Hummingbirds are New World birds that constitute the family Trochilidae. They are among the smallest of birds, most species measuring in the 7.5–13 cm (3–5 in) range. Indeed, the smallest extant bird species is a hummingbird, the 5-cm bee hummingbird, weighing less than a U.S. penny (2.5 g).
They are known as hummingbirds because of the humming sound created by their beating wings which flap at high frequencies audible to humans. They hover in mid-air at rapid wing-flapping rates, typically around 50 times per second, allowing them also to fly at speeds exceeding 15 m/s (54 km/h; 34 mph),backwards.
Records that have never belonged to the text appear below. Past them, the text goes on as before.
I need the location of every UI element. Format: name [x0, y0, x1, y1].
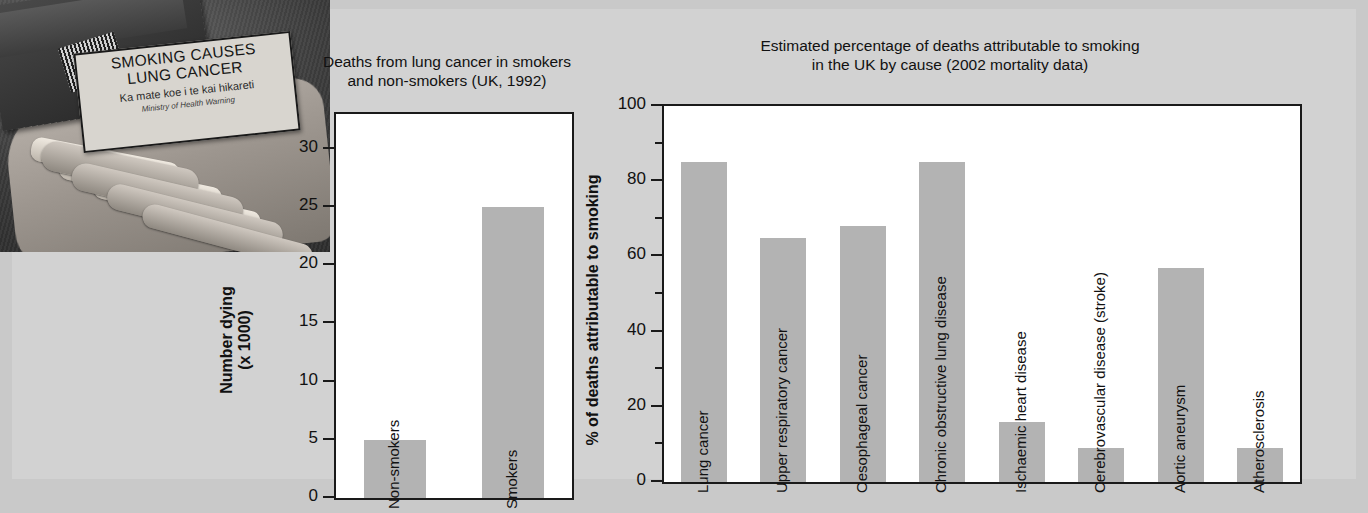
y-axis-tick-label: 100: [600, 94, 646, 114]
y-axis-tick-label: 80: [600, 169, 646, 189]
bar-category-label: Cerebrovascular disease (stroke): [1091, 272, 1108, 493]
y-axis-tick: [651, 104, 662, 106]
y-axis-tick-label: 20: [600, 395, 646, 415]
chart2-plot-area: Lung cancerUpper respiratory cancerOesop…: [662, 104, 1302, 484]
y-axis-tick: [323, 438, 334, 440]
y-axis-tick-label: 25: [252, 195, 318, 215]
y-axis-tick-label: 60: [600, 244, 646, 264]
chart2-title: Estimated percentage of deaths attributa…: [600, 36, 1300, 74]
chart-deaths-attributable-to-smoking-by-cause: Estimated percentage of deaths attributa…: [600, 36, 1340, 472]
chart1-title-line-1: Deaths from lung cancer in smokers: [307, 52, 587, 71]
bar-category-label: Oesophageal cancer: [853, 355, 870, 493]
bar-category-label: Ischaemic heart disease: [1012, 331, 1029, 493]
chart1-title: Deaths from lung cancer in smokers and n…: [307, 52, 587, 90]
chart1-title-line-2: and non-smokers (UK, 1992): [307, 71, 587, 90]
y-axis-tick-label: 30: [252, 137, 318, 157]
bar-category-label: Non-smokers: [385, 420, 402, 509]
y-axis-tick: [323, 263, 334, 265]
y-axis-minor-tick: [655, 217, 662, 219]
y-axis-tick: [651, 405, 662, 407]
chart1-y-axis-title: Number dying(x 1000): [218, 148, 254, 513]
y-axis-minor-tick: [655, 367, 662, 369]
bar-category-label: Aortic aneurysm: [1171, 385, 1188, 493]
y-axis-minor-tick: [655, 292, 662, 294]
bar-category-label: Upper respiratory cancer: [773, 328, 790, 493]
y-axis-minor-tick: [655, 142, 662, 144]
y-axis-tick: [651, 480, 662, 482]
y-axis-tick-label: 0: [252, 486, 318, 506]
y-axis-tick-label: 40: [600, 320, 646, 340]
bar-category-label: Chronic obstructive lung disease: [932, 276, 949, 493]
y-axis-tick: [323, 380, 334, 382]
y-axis-tick-label: 10: [252, 370, 318, 390]
y-axis-tick: [323, 321, 334, 323]
y-axis-tick: [323, 205, 334, 207]
y-axis-tick: [651, 330, 662, 332]
y-axis-tick-label: 0: [600, 470, 646, 490]
y-axis-minor-tick: [655, 442, 662, 444]
y-axis-tick: [323, 147, 334, 149]
bar-category-label: Lung cancer: [694, 410, 711, 493]
chart-deaths-smokers-vs-nonsmokers: Deaths from lung cancer in smokers and n…: [252, 52, 587, 472]
y-axis-title-line-1: Number dying: [218, 148, 236, 513]
y-axis-tick: [651, 254, 662, 256]
y-axis-tick-label: 20: [252, 253, 318, 273]
y-axis-tick: [651, 179, 662, 181]
chart2-title-line-1: Estimated percentage of deaths attributa…: [600, 36, 1300, 55]
y-axis-tick: [323, 496, 334, 498]
y-axis-tick-label: 15: [252, 311, 318, 331]
bar-category-label: Smokers: [503, 450, 520, 509]
bar-category-label: Atherosclerosis: [1250, 390, 1267, 493]
chart2-title-line-2: in the UK by cause (2002 mortality data): [600, 55, 1300, 74]
chart1-plot-area: Non-smokersSmokers: [334, 112, 574, 500]
y-axis-tick-label: 5: [252, 428, 318, 448]
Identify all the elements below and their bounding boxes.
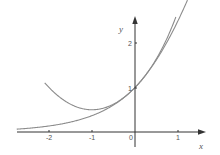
x-tick-label-neg2: -2 <box>46 134 52 141</box>
y-axis: 2 1 y <box>118 16 138 147</box>
x-axis-label: x <box>198 141 203 151</box>
y-tick-label-2: 2 <box>128 40 132 47</box>
x-tick-label-1: 1 <box>176 134 180 141</box>
x-axis: -2 -1 0 1 x <box>17 129 206 151</box>
origin-label: 0 <box>129 134 133 141</box>
exp-curve <box>17 17 176 129</box>
y-axis-label: y <box>118 24 123 34</box>
y-tick-label-1: 1 <box>128 85 132 92</box>
taylor-curve <box>45 0 188 110</box>
plot-canvas: -2 -1 0 1 x 2 1 y <box>0 0 220 155</box>
y-axis-arrow-icon <box>132 16 137 24</box>
x-axis-arrow-icon <box>198 129 206 134</box>
x-tick-label-neg1: -1 <box>89 134 95 141</box>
Hummingbirds have the highest metabolism of any homeothermic animal.To conserve energy when food is scarce, and nightly when not foraging, they go into torpor, a state similar to hibernation, slowing metabolic rate to 1/15th of its normal rate.
Evolution
A map of the hummingbird family tree—reconstructed from analysis of 284 of the world's 338 known species—shows rapid diversification from 22 million years ago. Hummingbirds fall into nine main clades, the Topazes, Hermits, Mangoes, Brilliants, Coquettes, Patagona, Mountain Gems, Bees, and Emeralds, defining their relationship to nectar-bearing flowering plants and the birds' continued spread into new geographic areas. While all hummingbirds depend on flower nectar to fuel their high metabolisms and hovering flight, coordinated changes in flower and bill shape stimulated the formation of new species of hummingbirds and plants. Due to this exceptional evolutionary pattern, as many as 140 hummingbird species are able to coexist in a specific region, such as the Andes Mountains.The hummingbird evolutionary tree shows ancestral hummingbirds splitting from insectivorous swifts (family Apodidae) and treeswifts (family Hemiprocnidae) about 42 million years ago, probably in Eurasia.One key evolutionary factor appears to be an altered taste receptor that enabled hummingbirds to seek nectar. By 22 million years ago, the ancestral species of current hummingbirds became established in South America, where environmental conditions stimulated further diversification.The Andes Mountains appear to be a particularly rich environment for hummingbird evolution because diversification occurred simultaneously with mountain uplift over the past 10 million years.[5] Hummingbirds remain in dynamic diversification inhabiting ecological regions across South America, North America, and the Caribbean, indicating an enlarging evolutionary radiation. Within the same geographic region, hummingbird clades co-evolved with nectar-bearing plant clades, affecting mechanisms of pollination. The same is true for the sword-billed hummingbird (Ensifera ensifera), one of the morphologically most extreme species, and one of its main food plant clades (Passiflora section Tacsonia).
Sexual dimorphisms
Hummingbirds exhibit sexual size dimorphism, with males being smaller than females.The extent of this sexual size difference varies among clades of hummingbirds.Sexual dimorphisms in beak size and shape are also present between male and female hummingbirds,[14] where in many clades, females have longer, more curved beaks favored for accessing nectar from tall flowers.